The DSM-IV includes several additional episode and course
specifiers relevant to chronic depression. In coding the severity
of major depressive episodes, DSM-IV includes an option for
patients who are in partial remission. This refers to patients
who have recovered to the point they no longer meet full cri-
teria for a major depressive episode but continue to experience
significant symptoms. The distinction between full and partial
remission is important because the persistence of subthreshold
symptoms is associated with significant functional impairment
and an increased risk of recurrence (Judd et al., 2000). In many
cases, these subthreshold depressive symptoms can persist for
many years. Such cases can be considered another form of
chronic depression. If these patients experience a recurrence,
Fig.

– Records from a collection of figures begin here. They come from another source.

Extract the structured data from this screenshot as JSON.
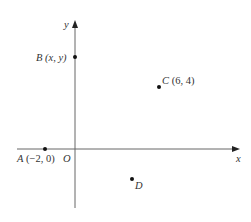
{
  "diagram": {
    "type": "coordinate-plane",
    "axes": {
      "x_label": "x",
      "y_label": "y",
      "origin_label": "O",
      "color": "#555555"
    },
    "points": [
      {
        "name": "A",
        "coords": "(−2, 0)",
        "x": -2,
        "y": 0
      },
      {
        "name": "B",
        "coords": "(x, y)"
      },
      {
        "name": "C",
        "coords": "(6, 4)",
        "x": 6,
        "y": 4
      },
      {
        "name": "D",
        "coords": ""
      }
    ]
  }
}
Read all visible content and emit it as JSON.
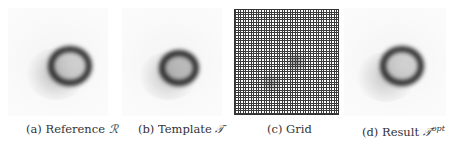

I. Pictorial representation of
they qualify for the DSM-IV longitudinal course specifier,
non-bipolar depression. The horiz
vertical axis
"recurrent major depression without full interepisode
represents mood,
recov- wit
representing ery." If the total continuous duration of illness is
euthymic, or greater thannorma
downward 2 years, this can also be viewed as a(the
deflection form of chronic depression.
blue are
symptoms. Panel (a) is non-chroni
case, recurrent, as two depressiv
Distinction Between Chronic and
dysthymic disorder. Panel (c) is d
episode Nonchronic Depression
superimposed on anteced
is chronic major depressive episo
In the 1980s and early 1990s, there was vigorous debate over
episode in partial remission. Pane
without full whether chronic depressions (particularly
interepisode dysthymic disorder)
recovery
are better conceptualized as personality disorders than as mood
disorders, due to their chronic course and often early onset.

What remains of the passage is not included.